I wholeheartedly agree with the spirit of your comment.
I'd add, though, that the entire complex of metrics we use to define "productivity" were invented to quantify and guide the improvement of things that were a problem 100 years ago
Of course the second 50 years were worse than the first 50 years, because if the people working during the first 50 years accomplished anything, then all the easy wins were taken.
And the problems being solved changed. If your entire population has moved on from the problem of producing enough to meet material needs, then of course the work being done now will score poorly. You need to update your metrics as fast as your technology changes, and we just haven't done that.
Everything you've described above is a real added value, but it's not the kind of value that the old metrics were designed to measure.

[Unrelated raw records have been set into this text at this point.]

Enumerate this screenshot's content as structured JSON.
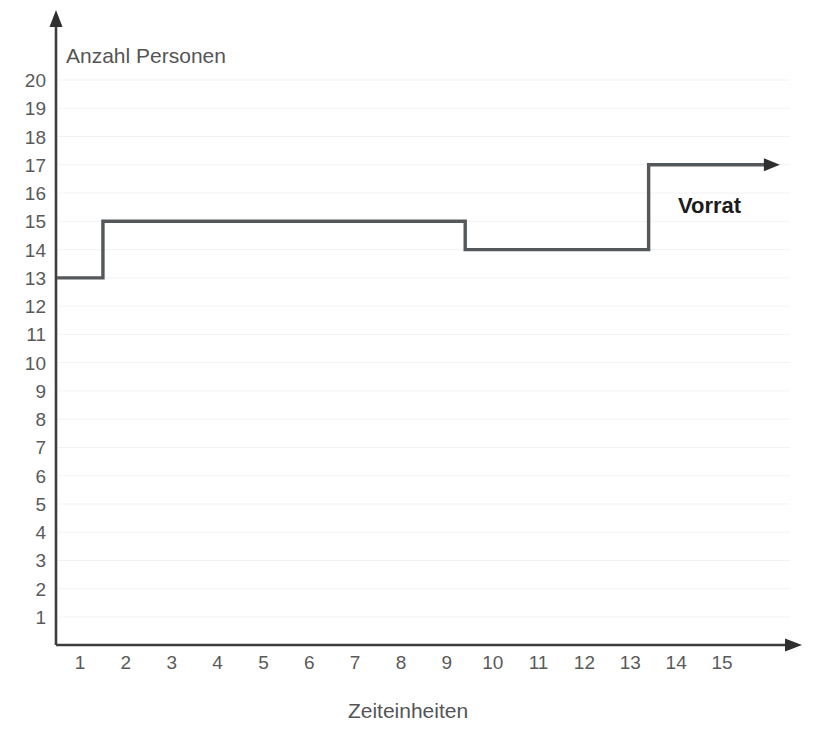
{
  "chart_data": {
    "type": "line",
    "subtype": "step",
    "title": "",
    "xlabel": "Zeiteinheiten",
    "ylabel": "Anzahl Personen",
    "xlim": [
      0,
      16
    ],
    "ylim": [
      0,
      21
    ],
    "grid": true,
    "legend_position": "inline-right",
    "x_ticks": [
      1,
      2,
      3,
      4,
      5,
      6,
      7,
      8,
      9,
      10,
      11,
      12,
      13,
      14,
      15
    ],
    "y_ticks": [
      1,
      2,
      3,
      4,
      5,
      6,
      7,
      8,
      9,
      10,
      11,
      12,
      13,
      14,
      15,
      16,
      17,
      18,
      19,
      20
    ],
    "series": [
      {
        "name": "Vorrat",
        "color": "#54585a",
        "step_segments": [
          {
            "x_start": 0.5,
            "x_end": 1.5,
            "value": 13
          },
          {
            "x_start": 1.5,
            "x_end": 9.4,
            "value": 15
          },
          {
            "x_start": 9.4,
            "x_end": 13.4,
            "value": 14
          },
          {
            "x_start": 13.4,
            "x_end": 16.0,
            "value": 17
          }
        ],
        "values": [
          13,
          15,
          15,
          15,
          15,
          15,
          15,
          15,
          15,
          14,
          14,
          14,
          14,
          17,
          17
        ],
        "annotation": "Vorrat",
        "ends_with_arrow": true
      }
    ]
  },
  "axes": {
    "y_axis_title": "Anzahl Personen",
    "x_axis_title": "Zeiteinheiten",
    "y_axis_has_arrow": true,
    "x_axis_has_arrow": true,
    "axis_color": "#3d3d3d",
    "tick_label_color": "#5a5a5a"
  },
  "annotations": {
    "vorrat_label": "Vorrat"
  }
}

Classic case of grading fish by their ability to climb trees.
I'd add, though, that the entire complex of metrics we use to define "productivity" were invented to quantify and guide the improvement of things that were a problem 100 years ago
Of course the second 50 years were worse than the first 50 years, because if the people working during the first 50 years accomplished anything, then all the easy wins were taken.
And the problems being solved changed. If your entire population has moved on from the problem of producing enough to meet material needs, then of course the work being done now will score poorly. You need to update your metrics as fast as your technology changes, and we just haven't done that.
Everything you've described above is a real added value, but it's not the kind of value that the old metrics were designed to measure.
Classic case of grading fish by their ability to climb trees.